I am reading up on how to back up and restore OpenWrt settings and finding out that it is a complex process that involves your "choosing" what to include and some items being "left out" by design.
See for example:
-
https://openwrt.org/docs/guide-user/troubleshooting/backup_restore
-
https://www.reddit.com/r/openwrt/comments/kf3khq/missing_packages_in_back_up/
-
https://pedrohdz.com/posts/projects/openwrt-home-server-backup-restore/
That seems rather less good than what is available even on a "regular" router, where you might get a button for "SAVE" config. Press it, decide the name of the config file and the target path, click OK, and you're done. No "choosing" on your part, and nothing "left out." If your router settings get wiped out on a power surge, all you have to do is "RESTORE" that one config file.
Or if you say that changes on OpenWrt include packages (install/remove) as well as settings, computers can be "cloned" with Clonezilla, Ghost, Acronis True Image, etc., where again you don't have to "choose" anything and nothing gets "left out."

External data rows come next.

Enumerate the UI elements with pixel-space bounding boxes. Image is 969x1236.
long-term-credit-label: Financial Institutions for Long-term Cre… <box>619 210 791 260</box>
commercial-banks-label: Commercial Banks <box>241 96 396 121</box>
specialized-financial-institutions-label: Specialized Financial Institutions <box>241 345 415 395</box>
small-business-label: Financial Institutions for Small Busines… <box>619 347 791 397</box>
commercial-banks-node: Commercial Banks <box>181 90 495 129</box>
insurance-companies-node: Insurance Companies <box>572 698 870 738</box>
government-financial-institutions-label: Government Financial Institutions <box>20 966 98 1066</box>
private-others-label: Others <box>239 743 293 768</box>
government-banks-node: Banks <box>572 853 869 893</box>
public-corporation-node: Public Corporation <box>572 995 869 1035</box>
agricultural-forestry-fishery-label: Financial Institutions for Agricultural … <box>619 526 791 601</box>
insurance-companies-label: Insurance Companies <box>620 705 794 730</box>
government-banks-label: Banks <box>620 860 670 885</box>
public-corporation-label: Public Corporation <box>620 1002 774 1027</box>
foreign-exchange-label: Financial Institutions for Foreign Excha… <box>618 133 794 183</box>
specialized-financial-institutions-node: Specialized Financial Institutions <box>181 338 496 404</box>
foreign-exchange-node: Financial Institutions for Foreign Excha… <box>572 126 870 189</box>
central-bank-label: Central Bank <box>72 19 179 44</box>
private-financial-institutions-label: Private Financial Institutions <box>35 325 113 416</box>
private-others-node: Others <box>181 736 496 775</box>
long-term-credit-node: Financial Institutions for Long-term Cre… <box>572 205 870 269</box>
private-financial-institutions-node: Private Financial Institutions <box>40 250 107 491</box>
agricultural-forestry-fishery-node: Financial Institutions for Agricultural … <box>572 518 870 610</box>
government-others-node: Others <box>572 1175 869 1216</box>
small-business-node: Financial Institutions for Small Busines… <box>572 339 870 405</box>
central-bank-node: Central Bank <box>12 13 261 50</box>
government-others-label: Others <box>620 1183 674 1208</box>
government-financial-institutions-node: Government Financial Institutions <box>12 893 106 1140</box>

Let us say that a method for backing up and restoring is "straightforward" if you don't have to choose anything and nothing gets left out, as per examples above.
Question: Is there a "straightforward" way to back up and restore an OpenWrt router?
Just to be sure, here's one consequence of backing up and restoring a device in a "straightforward" way: If you back up a device on July 4 in a straightforward way and later restore it that way, you can be absolutely sure that the device has been restored to the state it was in on July 4. Nothing was left out, nothing changed.
I would like the answer to say either yes there is a straightforward way to back up and restore an OpenWrt router, or no there is not. If yes, I would like to be told how.
If no, then I would be quite happy to be told, as second best, to go somewhere and "choose everything you see" if you don't know what you're doing. (Which would involve "choosing," but at least result in the certainty of restoration to the July 4th state, as it were.)